Neuroimaging is the Future of Psychiatric Testing
Neuroimaging can provide better information and more accurate diagnoses of mental disability. As noted by Florida attorney Stephen G. Cobb in Representing People with Mental Disabilities : A Practical Guide for Criminal Defense Lawyers , edited by Elizabeth Kelley:  

The use of outdated diagnostic protocols is both common and misleading. Merely asking a series of questions and performing psychometric testing are indirect observations of the organ tested. If your child broke an arm, you would expect the emergency room physician to use modern nuclear medicine to perform an X-ray before the bone was treated. If the physician did not do so, merely asked questions and then decided to operate in order to "take a look" in order to get a better picture of injury sustained and the treatment needed, you would take your child out of there and many would report the physician for medical negligence.

Yet how are disorders of the brain that directly control behavior treated? Exactly as described above. In less than an hour, a psychiatric physician will often prescribe chemical surgery on the most important organ in the body while the exact same diagnostic and treatment protocol would be medical negligence in orthopedic medicine. However, most insurance does not cover psychiatric brain imaging.

There’s still a long way to go, but neuroimaging is clearly the future in diagnosing and treating mental illness.

If you or a loved one has a mental disability and has been arrested or convicted of a crime, you need an experienced criminal defense attorney on your side. Elizabeth Kelley specializes in representing individuals with mental illnesses. To schedule a consultation call (509) 991-7058.
Elizabeth Kelley
Criminal Defense Attorney
Elizabeth Kelley is a criminal defense lawyer with a nationwide practice specializing in representing people with mental disabilities. She is the co-chair of The Arc's National Center for Criminal Justice and Disability, has served three terms on the board of the National Association of Criminal Defense Lawyers, and serves on the Editorial Board of the American Bar Association's Criminal Justice Section Magazine.  Learn more .
Representing People with Mental Disabilities
Representing People with Mental Disabilities: A Practical Guide for Criminal Defense Lawyers , edited by Elizabeth Kelley is available for purchase from The American Bar Association. It contains chapters devoted to a variety of issues confronted by people with mental disabilities in the criminal justice system such as Competency, Sanity, Malingering, Neuroscience, Jail and Prison Conditions, Working with Experts,and Risk Assessment. Chapters are written by academics, mental health experts, and criminal defense lawyers. In the Introduction, Elizabeth writes that "This is the resource I wish I had had many years ago."
Music Proven to Improve Brain Function
Playing and listening to music makes you smarter: so goes the message oft-peddled to parents. But does picking up the violin or listening to Mozart really make us more intelligent?

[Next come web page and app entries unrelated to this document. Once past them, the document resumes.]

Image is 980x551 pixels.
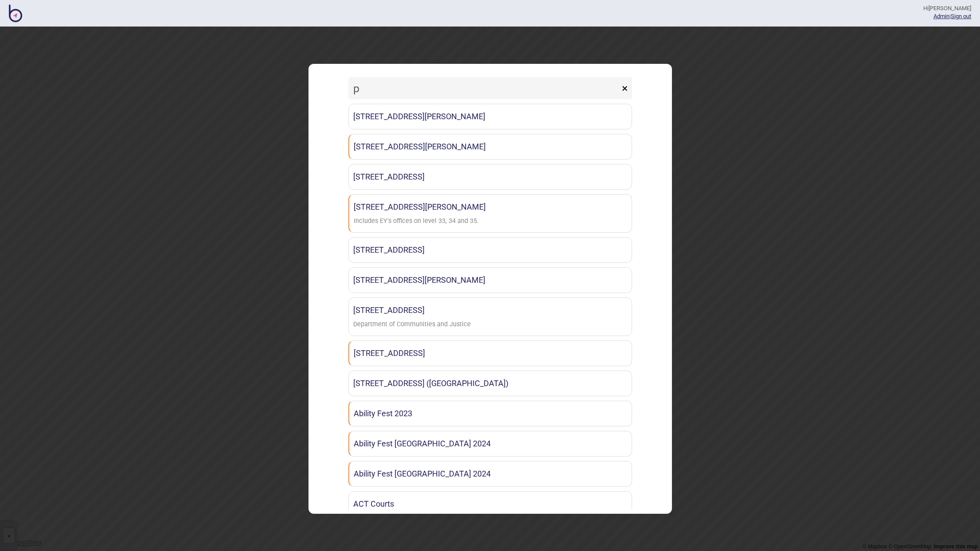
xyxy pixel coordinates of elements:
a: [STREET_ADDRESS][PERSON_NAME] [348,267,632,293]
div: Hi [PERSON_NAME] [924,4,971,12]
a: ACT Courts [348,491,632,517]
div: Includes EY's offices on level 33, 34 and 35. [354,215,479,228]
div: Department of Communities and Justice [353,318,471,331]
a: Ability Fest [GEOGRAPHIC_DATA] 2024 [348,431,632,457]
a: Ability Fest [GEOGRAPHIC_DATA] 2024 [348,461,632,487]
a: Ability Fest 2023 [348,401,632,426]
a: [STREET_ADDRESS] [348,237,632,263]
a: [STREET_ADDRESS] ([GEOGRAPHIC_DATA]) [348,371,632,396]
button: Sign out [951,13,971,19]
a: [STREET_ADDRESS] [348,164,632,190]
a: [STREET_ADDRESS][PERSON_NAME] [348,104,632,129]
a: [STREET_ADDRESS][PERSON_NAME] [348,134,632,160]
a: [STREET_ADDRESS]Department of Communities and Justice [348,297,632,336]
span: | [933,13,951,19]
a: [STREET_ADDRESS] [348,340,632,366]
button: × [618,77,632,99]
img: BindiMaps CMS [9,4,22,22]
input: Search locations by tag + name [348,77,620,99]
a: Admin [933,13,949,19]
a: [STREET_ADDRESS][PERSON_NAME]Includes EY's offices on level 33, 34 and 35. [348,194,632,233]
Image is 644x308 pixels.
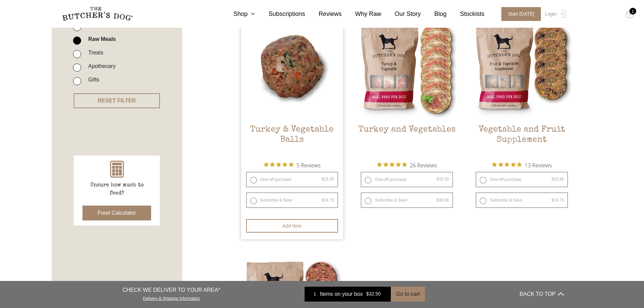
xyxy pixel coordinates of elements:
span: 13 Reviews [525,160,551,170]
button: Add item [246,219,338,233]
a: Turkey and VegetablesTurkey and Vegetables [356,17,458,156]
span: $ [551,198,554,203]
a: Reviews [305,9,341,18]
bdi: 32.50 [366,292,380,297]
span: $ [366,292,368,297]
label: Subscribe & Save [475,193,568,208]
button: Food Calculator [83,206,151,221]
span: 26 Reviews [409,160,437,170]
a: Vegetable and Fruit SupplementVegetable and Fruit Supplement [470,17,573,156]
bdi: 32.50 [436,177,449,182]
bdi: 14.75 [322,198,334,203]
label: Raw Meals [85,35,116,44]
span: 5 Reviews [296,160,320,170]
button: Rated 5 out of 5 stars from 5 reviews. Jump to reviews. [264,160,320,170]
span: $ [436,198,438,203]
span: $ [322,177,324,182]
img: Turkey and Vegetables [356,17,458,120]
button: Rated 4.9 out of 5 stars from 26 reviews. Jump to reviews. [377,160,437,170]
a: Subscriptions [254,9,305,18]
a: Login [543,7,565,21]
h2: Turkey & Vegetable Balls [241,125,344,156]
span: $ [436,177,438,182]
a: Start [DATE] [494,7,544,21]
a: Stockists [446,9,484,18]
button: RESET FILTER [74,93,160,108]
label: One-off purchase [475,172,568,188]
button: BACK TO TOP [520,286,563,302]
a: Shop [220,9,254,18]
label: Subscribe & Save [246,193,338,208]
p: Unsure how much to feed? [83,181,151,198]
img: Vegetable and Fruit Supplement [470,17,573,120]
a: Blog [421,9,446,18]
label: Treats [85,48,103,57]
p: CHECK WE DELIVER TO YOUR AREA* [122,286,220,295]
label: One-off purchase [361,172,452,188]
a: Our Story [381,9,421,18]
bdi: 14.75 [551,198,563,203]
span: $ [551,177,554,182]
label: Apothecary [85,62,115,71]
bdi: 30.06 [436,198,449,203]
span: Start [DATE] [501,7,541,21]
div: 1 [629,8,636,15]
label: Gifts [85,75,100,84]
a: Why Raw [341,9,381,18]
label: Subscribe & Save [361,193,452,208]
bdi: 15.95 [322,177,334,182]
button: Go to cart [391,287,424,302]
img: TBD_Cart-Full.png [625,10,633,19]
div: 1 [310,291,320,298]
a: Turkey & Vegetable Balls [241,17,344,156]
bdi: 15.95 [551,177,563,182]
span: Items on your box [320,290,363,299]
h2: Vegetable and Fruit Supplement [470,125,573,156]
span: $ [322,198,324,203]
a: Delivery & Shipping Information [143,295,199,301]
button: Rated 4.9 out of 5 stars from 13 reviews. Jump to reviews. [491,160,551,170]
label: One-off purchase [246,172,338,188]
a: 1 Items on your box $32.50 [305,287,391,302]
h2: Turkey and Vegetables [356,125,458,156]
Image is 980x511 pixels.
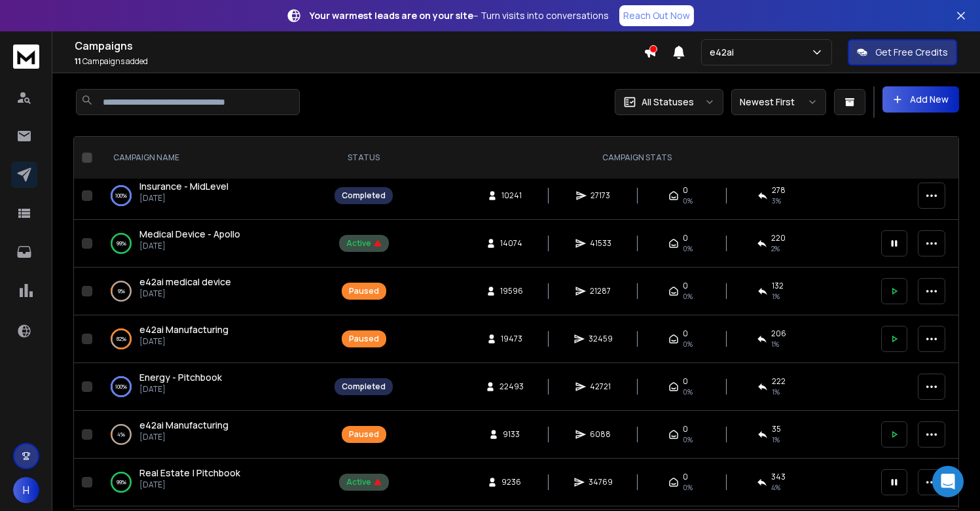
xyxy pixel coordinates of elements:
[771,482,780,493] span: 4 %
[139,371,222,383] span: Energy - Pitchbook
[139,466,240,479] span: Real Estate | Pitchbook
[619,5,694,26] a: Reach Out Now
[139,241,240,251] p: [DATE]
[139,419,229,432] a: e42ai Manufacturing
[139,384,222,395] p: [DATE]
[683,281,688,291] span: 0
[116,332,126,346] p: 82 %
[97,315,327,363] td: 82%e42ai Manufacturing[DATE]
[97,220,327,268] td: 99%Medical Device - Apollo[DATE]
[139,323,229,336] span: e42ai Manufacturing
[683,482,692,493] span: 0%
[771,233,785,243] span: 220
[683,291,692,302] span: 0%
[624,9,690,22] p: Reach Out Now
[772,387,780,397] span: 1 %
[139,371,222,384] a: Energy - Pitchbook
[75,55,81,67] span: 11
[500,286,523,297] span: 19596
[139,193,229,204] p: [DATE]
[772,424,781,434] span: 35
[115,189,127,202] p: 100 %
[590,286,611,297] span: 21287
[139,275,231,289] a: e42ai medical device
[501,190,522,201] span: 10241
[117,428,125,441] p: 4 %
[683,376,688,387] span: 0
[589,477,613,488] span: 34769
[876,46,948,59] p: Get Free Credits
[499,381,524,392] span: 22493
[75,56,643,67] p: Campaigns added
[118,285,125,297] p: 9 %
[771,243,780,254] span: 2 %
[772,291,780,302] span: 1 %
[13,477,39,503] button: H
[500,238,523,248] span: 14074
[683,339,692,349] span: 0%
[139,180,229,192] span: Insurance - MidLevel
[139,289,231,299] p: [DATE]
[347,477,381,488] div: Active
[771,329,786,339] span: 206
[97,268,327,315] td: 9%e42ai medical device[DATE]
[771,472,785,482] span: 343
[772,434,780,445] span: 1 %
[139,336,229,347] p: [DATE]
[347,238,381,248] div: Active
[139,180,229,193] a: Insurance - MidLevel
[139,323,229,336] a: e42ai Manufacturing
[97,458,327,507] td: 99%Real Estate | Pitchbook[DATE]
[709,46,739,59] p: e42ai
[683,329,688,339] span: 0
[683,424,688,434] span: 0
[771,339,779,349] span: 1 %
[683,233,688,243] span: 0
[590,429,611,440] span: 6088
[75,38,643,54] h1: Campaigns
[683,185,688,196] span: 0
[13,45,39,69] img: logo
[772,196,781,206] span: 3 %
[349,286,379,297] div: Paused
[139,228,240,241] a: Medical Device - Apollo
[683,243,692,254] span: 0%
[683,472,688,482] span: 0
[97,172,327,220] td: 100%Insurance - MidLevel[DATE]
[139,480,240,490] p: [DATE]
[501,334,523,344] span: 19473
[590,381,611,392] span: 42721
[883,87,959,113] button: Add New
[139,466,240,480] a: Real Estate | Pitchbook
[116,237,126,250] p: 99 %
[683,196,692,206] span: 0%
[349,334,379,344] div: Paused
[310,9,609,22] p: – Turn visits into conversations
[501,477,521,488] span: 9236
[97,137,327,180] th: CAMPAIGN NAME
[97,363,327,411] td: 100%Energy - Pitchbook[DATE]
[772,281,784,291] span: 132
[401,137,873,180] th: CAMPAIGN STATS
[772,185,785,196] span: 278
[731,89,826,115] button: Newest First
[589,334,613,344] span: 32459
[683,387,692,397] span: 0%
[310,9,474,21] strong: Your warmest leads are on your site
[590,238,611,248] span: 41533
[139,432,229,442] p: [DATE]
[848,39,957,65] button: Get Free Credits
[342,381,386,392] div: Completed
[342,190,386,201] div: Completed
[683,434,692,445] span: 0%
[327,137,401,180] th: STATUS
[349,429,379,440] div: Paused
[97,411,327,458] td: 4%e42ai Manufacturing[DATE]
[932,466,964,498] div: Open Intercom Messenger
[641,96,694,109] p: All Statuses
[115,380,127,393] p: 100 %
[591,190,610,201] span: 27173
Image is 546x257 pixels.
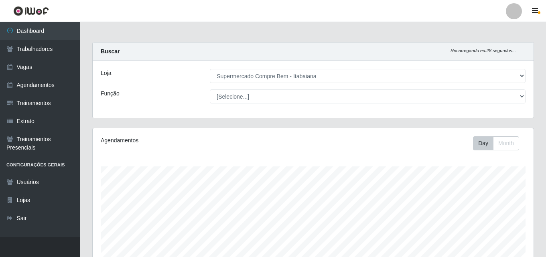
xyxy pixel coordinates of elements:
[13,6,49,16] img: CoreUI Logo
[493,136,519,151] button: Month
[101,48,120,55] strong: Buscar
[473,136,494,151] button: Day
[101,90,120,98] label: Função
[473,136,526,151] div: Toolbar with button groups
[101,69,111,77] label: Loja
[451,48,516,53] i: Recarregando em 28 segundos...
[101,136,271,145] div: Agendamentos
[473,136,519,151] div: First group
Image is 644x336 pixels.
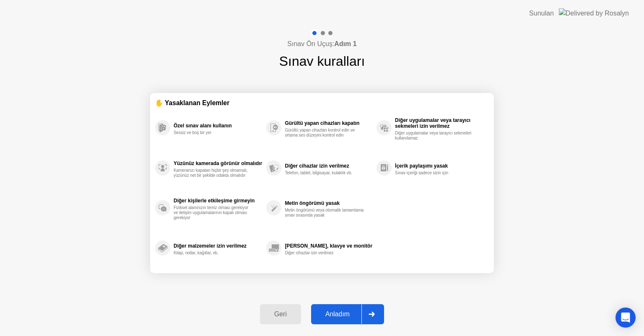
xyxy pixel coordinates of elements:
div: Metin öngörümü yasak [284,200,372,206]
h4: Sınav Ön Uçuş: [287,39,356,49]
h1: Sınav kuralları [279,51,365,71]
div: Diğer uygulamalar veya tarayıcı sekmeleri izin verilmez [395,118,484,129]
div: Diğer uygulamalar veya tarayıcı sekmeleri kullanılamaz [395,131,474,141]
div: Sunulan [529,8,554,18]
div: Geri [262,310,298,318]
div: ✋ Yasaklanan Eylemler [155,98,489,108]
div: Kameranızı kapatan hiçbir şey olmamalı, yüzünüz net bir şekilde odakta olmalıdır [173,168,253,178]
b: Adım 1 [334,40,356,47]
div: Anladım [314,310,361,318]
div: İçerik paylaşımı yasak [395,163,484,169]
div: Fiziksel alanınızın temiz olması gerekiyor ve iletişim uygulamalarının kapalı olması gerekiyor [173,205,253,220]
div: Diğer kişilerle etkileşime girmeyin [173,198,262,204]
div: Sınav içeriği sadece sizin için [395,170,474,175]
div: Diğer malzemeler izin verilmez [173,243,262,249]
div: Yüzünüz kamerada görünür olmalıdır [173,161,262,166]
div: Diğer cihazlar izin verilmez [284,163,372,169]
div: Özel sınav alanı kullanın [173,122,262,129]
div: Gürültü yapan cihazları kapatın [284,120,372,126]
button: Geri [260,304,301,324]
img: Delivered by Rosalyn [559,8,629,18]
div: Sessiz ve boş bir yer [173,130,253,135]
div: [PERSON_NAME], klavye ve monitör [284,243,372,249]
div: Kitap, notlar, kağıtlar, vb. [173,250,253,255]
div: Telefon, tablet, bilgisayar, kulaklık vb. [284,170,364,175]
div: Gürültü yapan cihazları kontrol edin ve ortama ses düzeyini kontrol edin [284,128,364,138]
div: Diğer cihazlar izin verilmez [284,250,364,255]
div: Metin öngörümü veya otomatik tamamlama sınav sırasında yasak [284,207,364,218]
button: Anladım [311,304,384,324]
div: Open Intercom Messenger [615,307,636,328]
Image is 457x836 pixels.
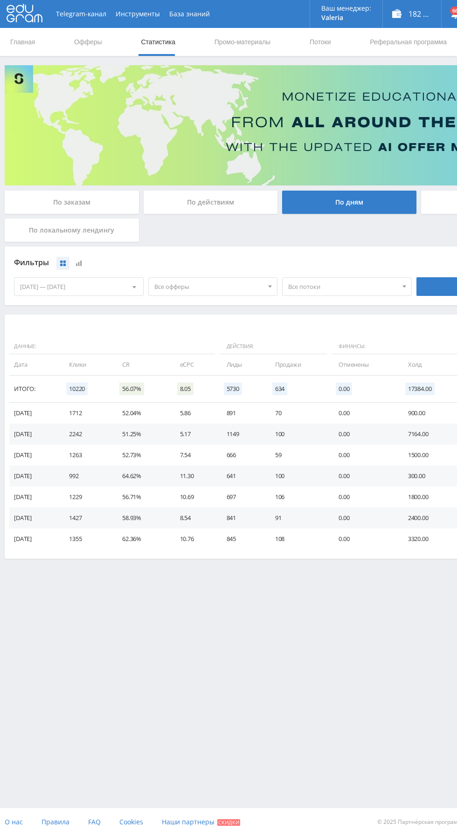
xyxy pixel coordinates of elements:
[266,528,329,549] td: 108
[60,466,113,486] td: 992
[9,424,60,445] td: [DATE]
[162,817,214,826] span: Наши партнеры
[9,376,60,403] td: Итого:
[171,403,217,424] td: 5.86
[9,528,60,549] td: [DATE]
[217,486,266,507] td: 697
[217,528,266,549] td: 845
[60,354,113,375] td: Клики
[217,445,266,466] td: 666
[266,445,329,466] td: 59
[224,383,242,395] span: 5730
[308,28,332,56] a: Потоки
[217,424,266,445] td: 1149
[171,507,217,528] td: 8.54
[321,14,371,21] p: Valeria
[88,817,101,826] span: FAQ
[266,486,329,507] td: 106
[171,445,217,466] td: 7.54
[60,528,113,549] td: 1355
[217,354,266,375] td: Лиды
[369,28,447,56] a: Реферальная программа
[282,191,416,214] div: По дням
[66,383,88,395] span: 10220
[219,339,327,355] span: Действия:
[113,528,171,549] td: 62.36%
[329,528,398,549] td: 0.00
[171,354,217,375] td: eCPC
[171,486,217,507] td: 10.69
[60,507,113,528] td: 1427
[329,466,398,486] td: 0.00
[14,278,143,295] div: [DATE] — [DATE]
[113,424,171,445] td: 51.25%
[266,403,329,424] td: 70
[162,808,240,836] a: Наши партнеры Скидки
[213,28,271,56] a: Промо-материалы
[329,424,398,445] td: 0.00
[405,383,434,395] span: 17384.00
[217,403,266,424] td: 891
[171,466,217,486] td: 11.30
[329,354,398,375] td: Отменены
[113,445,171,466] td: 52.73%
[60,403,113,424] td: 1712
[329,445,398,466] td: 0.00
[266,466,329,486] td: 100
[9,28,36,56] a: Главная
[41,808,69,836] a: Правила
[5,817,23,826] span: О нас
[5,219,139,242] div: По локальному лендингу
[140,28,176,56] a: Статистика
[266,507,329,528] td: 91
[5,191,139,214] div: По заказам
[5,808,23,836] a: О нас
[171,528,217,549] td: 10.76
[154,278,263,295] span: Все офферы
[329,486,398,507] td: 0.00
[119,817,143,826] span: Cookies
[9,466,60,486] td: [DATE]
[88,808,101,836] a: FAQ
[288,278,397,295] span: Все потоки
[177,383,193,395] span: 8.05
[41,817,69,826] span: Правила
[60,424,113,445] td: 2242
[119,383,144,395] span: 56.07%
[329,507,398,528] td: 0.00
[113,507,171,528] td: 58.93%
[336,383,352,395] span: 0.00
[329,403,398,424] td: 0.00
[73,28,103,56] a: Офферы
[9,339,215,355] span: Данные:
[9,354,60,375] td: Дата
[113,403,171,424] td: 52.04%
[113,354,171,375] td: CR
[171,424,217,445] td: 5.17
[217,507,266,528] td: 841
[321,5,371,12] p: Ваш менеджер:
[9,486,60,507] td: [DATE]
[9,403,60,424] td: [DATE]
[113,486,171,507] td: 56.71%
[60,445,113,466] td: 1263
[9,445,60,466] td: [DATE]
[113,466,171,486] td: 64.62%
[266,354,329,375] td: Продажи
[14,256,411,270] div: Фильтры
[60,486,113,507] td: 1229
[9,507,60,528] td: [DATE]
[217,466,266,486] td: 641
[217,819,240,826] span: Скидки
[272,383,288,395] span: 634
[119,808,143,836] a: Cookies
[144,191,278,214] div: По действиям
[266,424,329,445] td: 100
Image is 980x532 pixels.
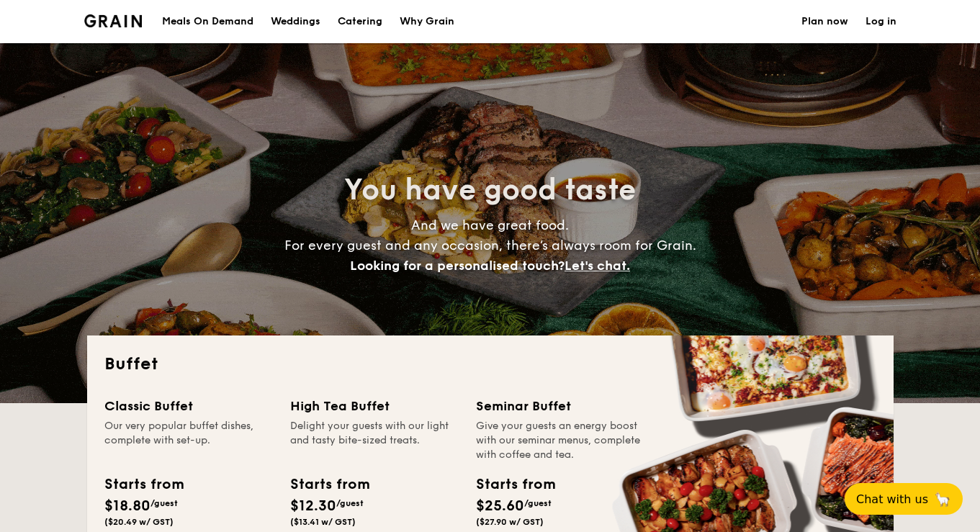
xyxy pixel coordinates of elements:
[291,419,459,462] div: Delight your guests with our light and tasty bite-sized treats.
[564,258,630,274] span: Let's chat.
[524,499,552,508] span: /guest
[104,498,151,515] span: $18.80
[336,499,363,508] span: /guest
[291,396,459,417] div: High Tea Buffet
[845,484,962,515] button: Chat with us🦙
[85,15,143,28] img: Grain
[104,353,877,376] h2: Buffet
[856,493,928,506] span: Chat with us
[476,498,524,515] span: $25.60
[934,492,951,507] span: 🦙
[291,474,368,496] div: Starts from
[104,517,173,527] span: ($20.49 w/ GST)
[104,474,183,496] div: Starts from
[151,499,178,508] span: /guest
[291,517,356,527] span: ($13.41 w/ GST)
[476,517,544,527] span: ($27.90 w/ GST)
[476,419,644,462] div: Give your guests an energy boost with our seminar menus, complete with coffee and tea.
[85,15,143,28] a: Logotype
[104,396,273,417] div: Classic Buffet
[476,396,644,417] div: Seminar Buffet
[476,474,555,496] div: Starts from
[291,498,336,515] span: $12.30
[104,419,273,462] div: Our very popular buffet dishes, complete with set-up.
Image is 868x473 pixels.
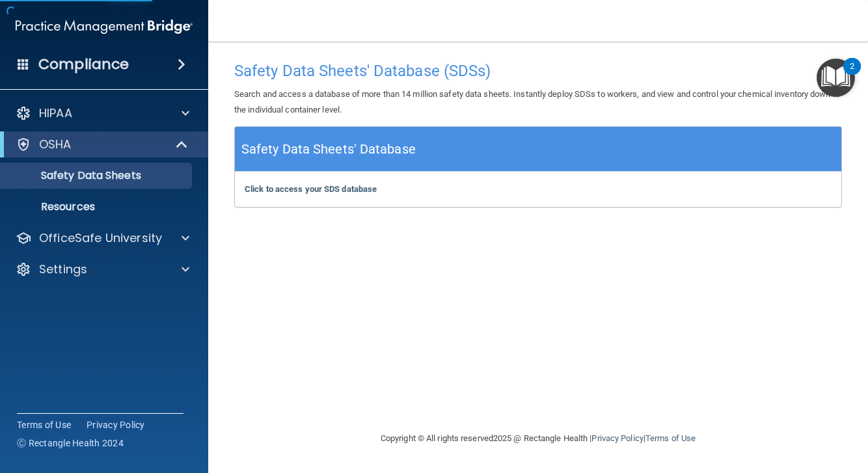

The belief that music makes us smarter is no modern philosophy. Originally coined in 1991, the supposed phenomenon of the “Mozart Effect” gained traction after a 1993 study saw an 8-to-9-point increase in college students’ spatial IQ scores after ten minutes of listening to a Mozart sonata compared to silence or relaxation tapes. Read More
Stop the School-to-Prison Pipeline:
Support Your Local Symphony
The video clip above shows the power of music on the brain. But musicians in your community do more than just play music. Orchestras and symphonies contribute to economic development and some, like the Spokane Symphony, have vibrant educational programs. Music Innovates has touched hundreds of kids in Spokane, teaching them to play classical music and inspiring them to well in their classes. 
Elizabeth, Board Vice President , addresses the crowd at a reception for major donors of the Spokane Symphony.